Image, Raven by Jim Bahn (background color changed) https://www.flickr.com/photos/gcwest/186088713/in/album-72157594158104053/ 

 

Unblameable

Now to Him who is able (has the power)

to keep (guard, watch, protect) you

from stumbling (falling, failing, sinning, erring),

and to make you stand (stand immovable, stand firm, stand unharmed, stand ready, stand prepared)

in the presence of His glory

blameless (without blemish, faultless, unblameable)

with great (exceeding, extreme) joy,  

to the only God our Savior (Deliverer, Preserver),

through Jesus Christ our Lord,

be glory,

majesty,

dominion

and authority,

before all time and now and forever.

Amen!

Jude 1:24-25 (NASB)

What She Had She Did

Jesus words here, that sound almost like “Oh, well, she did what she could,” make it seem like no big deal, like anybody could do that. Like I could do it.

She did what she could. She poured perfume on my body beforehand to prepare for my burial. Mark 14:8 (NIV)

She did what she could. That phrase stopped me in my tracks. Here is a deed that has been viewed over the centuries as this wonderful, saintly, sacrifice. And it was. An action that Jesus said would never be forgotten. And yet Jesus words here, that sound almost like “Oh, well, she did what she could,” make it seem like no big deal, like anybody could do that.

Like I could do it.

She did (poiemo) what she could (echo). The first word is poiemo and means to create, make, work, do. It is the word used of God when He created the universe. Our English word, poem, comes from poiemo. The second word is echo, which means to have, i.e. to hold, to have or hold in the hand, to own or possess.

She hath done what she could (ὅ ἔσχεν ἐποίησεν). Literally, what she had she did.[i]

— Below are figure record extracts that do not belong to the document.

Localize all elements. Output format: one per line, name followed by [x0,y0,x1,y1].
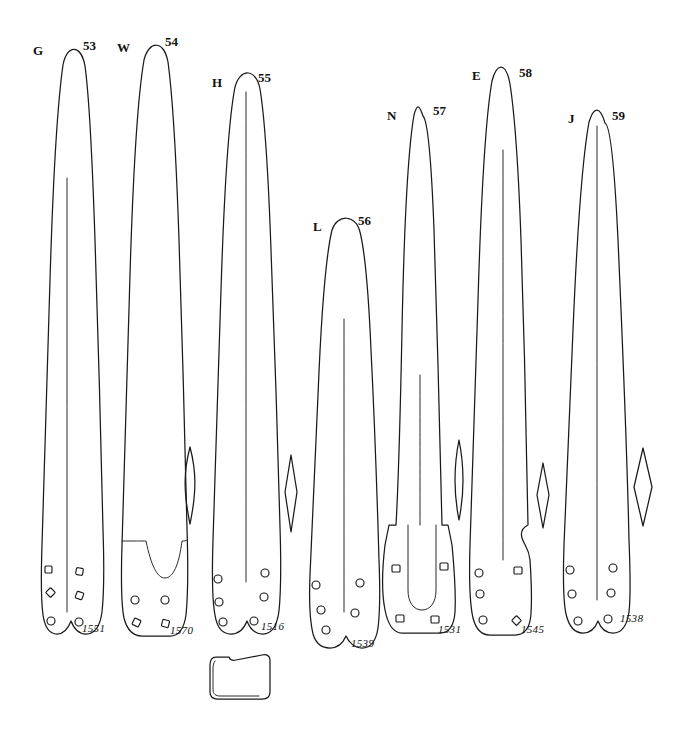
rivet-hole [351,609,359,617]
rivet-hole [574,617,582,625]
artifact-figure-59: 59 [612,108,625,124]
rivet-hole [161,596,169,604]
artifact-catalog-1516: 1516 [261,620,284,632]
artifact-catalog-1538: 1538 [620,612,643,624]
socket-cross-section-inner [213,661,259,696]
rivet-hole [566,566,574,574]
artifact-outline-n-57 [383,107,456,633]
rivet-hole [161,619,170,628]
cross-section-diamond-h-55 [285,455,297,532]
rivet-hole [604,615,612,623]
artifact-outline-g-53 [41,49,103,634]
rivet-hole [609,564,617,572]
artifact-n-57 [383,107,463,633]
artifact-letter-g: G [33,43,43,59]
artifact-letter-h: H [212,75,222,91]
artifact-figure-54: 54 [165,34,178,50]
artifact-letter-l: L [313,219,322,235]
artifact-outline-h-55 [212,73,280,634]
rivet-hole [431,616,439,623]
rivet-hole [479,616,487,624]
rivet-hole [131,596,139,604]
artifact-h-55 [210,73,297,699]
rivet-hole [476,590,484,598]
rivet-hole [75,591,84,600]
artifact-catalog-1570: 1570 [170,624,193,636]
rivet-hole [440,563,448,570]
artifact-j-59 [563,110,652,633]
rivet-hole [312,581,320,589]
artifact-catalog-1551: 1551 [82,622,105,634]
rivet-hole [512,616,522,626]
rivet-hole [250,617,258,625]
artifact-figure-57: 57 [433,103,446,119]
rivet-hole [396,615,404,622]
artifact-catalog-1539: 1539 [351,637,374,649]
rivet-hole [75,567,83,575]
rivet-hole [317,606,325,614]
artifact-catalog-1531: 1531 [438,623,461,635]
artifact-e-58 [470,67,549,635]
artifact-figure-53: 53 [83,38,96,54]
rivet-hole [214,575,222,583]
rivet-hole [46,588,56,598]
rivet-hole [261,569,269,577]
rivet-hole [47,617,55,625]
artifact-letter-e: E [472,68,481,84]
artifact-figure-55: 55 [258,70,271,86]
artifact-g-53 [41,49,103,634]
rivet-hole [219,618,227,626]
artifact-w-54 [121,45,194,636]
rivet-hole [392,565,400,572]
artifact-letter-n: N [387,108,396,124]
artifact-letter-w: W [117,40,130,56]
rivet-hole [45,566,52,573]
artifact-letter-j: J [568,111,575,127]
artifact-outline-e-58 [470,67,532,635]
cross-section-lenticular-n-57 [455,440,463,520]
rivet-hole [215,598,223,606]
rivet-hole [260,593,268,601]
artifact-outline-w-54 [121,45,187,636]
cross-section-diamond-j-59 [634,448,652,526]
artifact-l-56 [310,218,380,648]
artifact-figure-56: 56 [358,213,371,229]
artifact-catalog-1545: 1545 [521,623,544,635]
rivet-hole [132,618,141,627]
rivet-hole [475,569,483,577]
rivet-hole [322,626,330,634]
socket-cross-section-profile [210,655,270,699]
rivet-hole [607,589,615,597]
illustration-plate: G 53 1551 W 54 1570 H 55 1516 L 56 1539 … [0,0,677,734]
rivet-hole [568,590,576,598]
cross-section-diamond-e-58 [537,463,549,528]
artifact-socket-n-57 [408,525,436,610]
artifact-shoulder-line-w-54 [122,540,187,578]
rivet-hole [356,579,364,587]
rivet-hole [514,567,522,574]
artifact-figure-58: 58 [519,65,532,81]
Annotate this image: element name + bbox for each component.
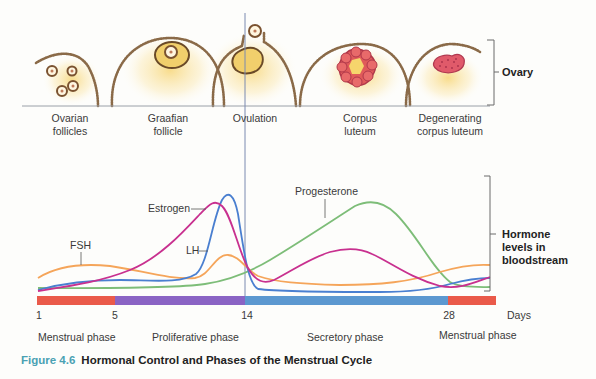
tick-day-5: 5 <box>112 309 118 321</box>
estrogen-label: Estrogen <box>148 202 190 215</box>
tick-day-14: 14 <box>241 309 253 321</box>
phase-bar-proliferative <box>115 296 245 305</box>
graafian-follicle <box>155 42 189 68</box>
stage-label-ovarian-follicles: Ovarian follicles <box>35 112 105 138</box>
hormone-levels-label: Hormone levels in bloodstream <box>502 228 568 267</box>
fsh-label: FSH <box>70 239 91 252</box>
stage-label-degenerating-corpus-luteum: Degenerating corpus luteum <box>408 112 492 138</box>
days-axis-label: Days <box>507 309 531 321</box>
stage-label-corpus-luteum: Corpus luteum <box>325 112 395 138</box>
phase-label-proliferative: Proliferative phase <box>152 331 239 344</box>
stage-label-ovulation: Ovulation <box>220 112 290 125</box>
phase-label-menstrual-1: Menstrual phase <box>38 331 116 344</box>
figure-caption: Figure 4.6Hormonal Control and Phases of… <box>21 354 372 366</box>
stage-label-graafian-follicle: Graafian follicle <box>133 112 203 138</box>
hormone-chart <box>38 195 490 292</box>
phase-bar-secretory <box>245 296 448 305</box>
tick-day-1: 1 <box>36 309 42 321</box>
phase-bar-menstrual-2 <box>448 296 496 305</box>
figure-title: Hormonal Control and Phases of the Menst… <box>81 354 372 366</box>
ovary-section <box>22 25 499 108</box>
progesterone-label: Progesterone <box>295 185 358 198</box>
hormone-bracket <box>484 176 496 291</box>
phase-label-secretory: Secretory phase <box>307 331 383 344</box>
progesterone-curve <box>38 202 490 288</box>
phase-label-menstrual-2: Menstrual phase <box>439 329 517 342</box>
ovary-label: Ovary <box>502 66 533 79</box>
tick-day-28: 28 <box>443 309 455 321</box>
phase-bar-menstrual-1 <box>37 296 115 305</box>
phase-bar <box>37 296 496 305</box>
figure-number: Figure 4.6 <box>21 354 75 366</box>
lh-label: LH <box>186 244 199 257</box>
ovary-bracket <box>487 40 499 105</box>
degenerating-corpus-luteum <box>433 54 464 72</box>
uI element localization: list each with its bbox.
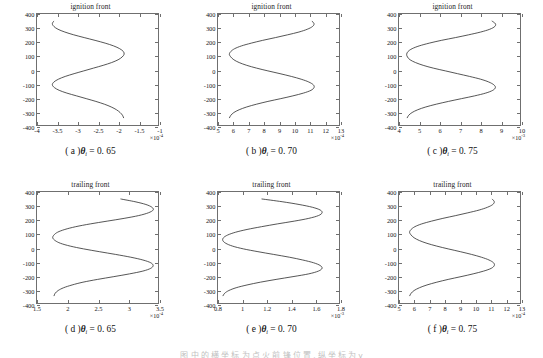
- y-tick-label: 100: [206, 231, 216, 238]
- y-tick-label: 200: [25, 217, 35, 224]
- curve-canvas-a: [37, 14, 158, 125]
- y-tick-label: 0: [31, 245, 34, 252]
- x-tick-top: [522, 192, 523, 195]
- y-tick-label: 300: [387, 25, 397, 32]
- plot-panel-f: trailing front-400-300-200-1000100200300…: [362, 178, 543, 355]
- plot-panel-b: ignition front-400-300-200-1000100200300…: [181, 0, 362, 177]
- plot-panel-e: trailing front-400-300-200-1000100200300…: [181, 178, 362, 355]
- y-tick-label: -200: [385, 273, 397, 280]
- y-tick-label: 0: [31, 67, 34, 74]
- y-tick-label: -100: [204, 259, 216, 266]
- y-tick-label: -100: [23, 259, 35, 266]
- x-tick-label: 11: [488, 305, 494, 312]
- curve-canvas-e: [218, 192, 339, 303]
- x-axis-exponent-base: ×10: [331, 313, 340, 319]
- plot-axes-a: -400-300-200-1000100200300400-4-3.5-3-2.…: [36, 13, 159, 126]
- x-tick-top: [522, 14, 523, 17]
- y-tick-label: 100: [387, 53, 397, 60]
- x-tick-label: -2.5: [93, 127, 103, 134]
- x-tick-top: [341, 14, 342, 17]
- front-curve: [410, 199, 495, 296]
- y-tick-label: -300: [204, 109, 216, 116]
- figure-footnote: 图 中 的 横 坐 标 为 点 火 前 锋 位 置 , 纵 坐 标 为 y: [0, 349, 543, 358]
- curve-canvas-f: [399, 192, 520, 303]
- x-axis-exponent-power: -4: [340, 133, 344, 138]
- x-tick-label: 5: [216, 127, 219, 134]
- x-tick: [341, 300, 342, 303]
- y-tick-label: 100: [25, 231, 35, 238]
- caption-label: ( c ): [427, 146, 442, 156]
- x-tick-label: -2: [116, 127, 121, 134]
- y-tick-label: -100: [204, 81, 216, 88]
- y-tick-label: 400: [387, 11, 397, 18]
- plot-axes-b: -400-300-200-100010020030040056789101112…: [217, 13, 340, 126]
- x-tick-label: 10: [292, 127, 298, 134]
- y-tick-label: 0: [393, 67, 396, 74]
- front-curve: [229, 21, 314, 118]
- y-tick-label: 0: [393, 245, 396, 252]
- x-axis-exponent-base: ×10: [512, 135, 521, 141]
- y-tick-label: -300: [204, 287, 216, 294]
- x-tick-label: 0.8: [214, 305, 222, 312]
- x-tick-label: -4: [34, 127, 39, 134]
- y-tick-label: -400: [23, 124, 35, 131]
- x-tick-label: 10: [473, 305, 479, 312]
- y-tick-label: -200: [385, 95, 397, 102]
- x-tick-label: -3: [75, 127, 80, 134]
- caption-value: = 0. 75: [449, 146, 478, 156]
- y-tick-label: -100: [385, 259, 397, 266]
- y-tick-label: -300: [23, 109, 35, 116]
- x-tick-top: [160, 14, 161, 17]
- x-tick-label: 1.4: [288, 305, 296, 312]
- caption-value: = 0. 70: [268, 324, 297, 334]
- x-tick-label: 9: [500, 127, 503, 134]
- x-tick-label: 7: [459, 127, 462, 134]
- x-axis-exponent: ×10-3: [512, 133, 525, 141]
- caption-value: = 0. 65: [87, 146, 116, 156]
- caption-value: = 0. 65: [87, 324, 116, 334]
- x-tick-label: 5: [397, 305, 400, 312]
- x-tick-top: [341, 192, 342, 195]
- x-axis-exponent-power: -4: [159, 311, 163, 316]
- x-tick-label: 2.5: [95, 305, 103, 312]
- x-tick-label: 1.6: [312, 305, 320, 312]
- x-axis-exponent-base: ×10: [512, 313, 521, 319]
- curve-canvas-c: [399, 14, 520, 125]
- x-axis-exponent: ×10-4: [150, 311, 163, 319]
- x-axis-exponent-power: -4: [521, 311, 525, 316]
- x-tick-label: 3: [128, 305, 131, 312]
- y-tick-label: -200: [23, 95, 35, 102]
- front-curve: [407, 21, 496, 118]
- caption-label: ( f ): [428, 324, 442, 334]
- y-tick-label: 200: [387, 39, 397, 46]
- y-tick-label: 400: [25, 11, 35, 18]
- curve-canvas-d: [37, 192, 158, 303]
- x-tick-label: 11: [307, 127, 313, 134]
- x-tick-label: 2: [66, 305, 69, 312]
- y-tick-label: 0: [212, 67, 215, 74]
- x-axis-exponent-base: ×10: [150, 135, 159, 141]
- x-axis-exponent-power: -3: [340, 311, 344, 316]
- plot-axes-e: -400-300-200-10001002003004000.811.21.41…: [217, 191, 340, 304]
- y-tick-label: 300: [25, 25, 35, 32]
- caption-label: ( d ): [65, 324, 81, 334]
- x-tick-label: 12: [503, 305, 509, 312]
- x-axis-exponent-power: -3: [521, 133, 525, 138]
- caption-label: ( a ): [65, 146, 80, 156]
- x-axis-exponent: ×10-4: [150, 133, 163, 141]
- plot-caption-e: ( e )θi = 0. 70: [181, 324, 362, 335]
- x-axis-exponent: ×10-4: [512, 311, 525, 319]
- y-tick-label: 200: [206, 217, 216, 224]
- plot-caption-c: ( c )θi = 0. 75: [362, 146, 543, 157]
- x-tick-label: 9: [278, 127, 281, 134]
- plot-caption-d: ( d )θi = 0. 65: [0, 324, 181, 335]
- x-tick-label: 4: [397, 127, 400, 134]
- x-axis-exponent-base: ×10: [150, 313, 159, 319]
- y-tick-label: 300: [206, 203, 216, 210]
- plot-axes-f: -400-300-200-100010020030040056789101112…: [398, 191, 521, 304]
- x-axis-exponent-base: ×10: [331, 135, 340, 141]
- y-tick-label: 300: [387, 203, 397, 210]
- x-tick-label: 6: [413, 305, 416, 312]
- y-tick-label: -300: [385, 287, 397, 294]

Jesus in Mark 14:6 called what she did, or created, “a beautiful (kalos) thing” – beautiful, handsome, excellent, eminent, choice, surpassing, precious, useful, suitable, commendable, admirable. That sounds like a creation, doesn’t it? Like a beautiful poem.

What she had she did.

What this woman had was a very expensive jar of perfume. Most of us do not have that kind of thing. We all have something though. Some may have houses and land, gifts and talents, educational degrees and possessions. And that is good. But we all have a hug, a smile, an encouraging word. We all are empty jars that God can fill with his love, healing touch, prayers.

Whatever you have, do it.

Then the LORD asked him [Moses], “What do you have there in your hand?” “A shepherd’s staff,” Moses replied. Exodus. 4:2 (NLT)

 

(For more about this beautiful deed see The Best Gift)

 

[i] Vincent’s Word Studies. Marvin R. Vincent.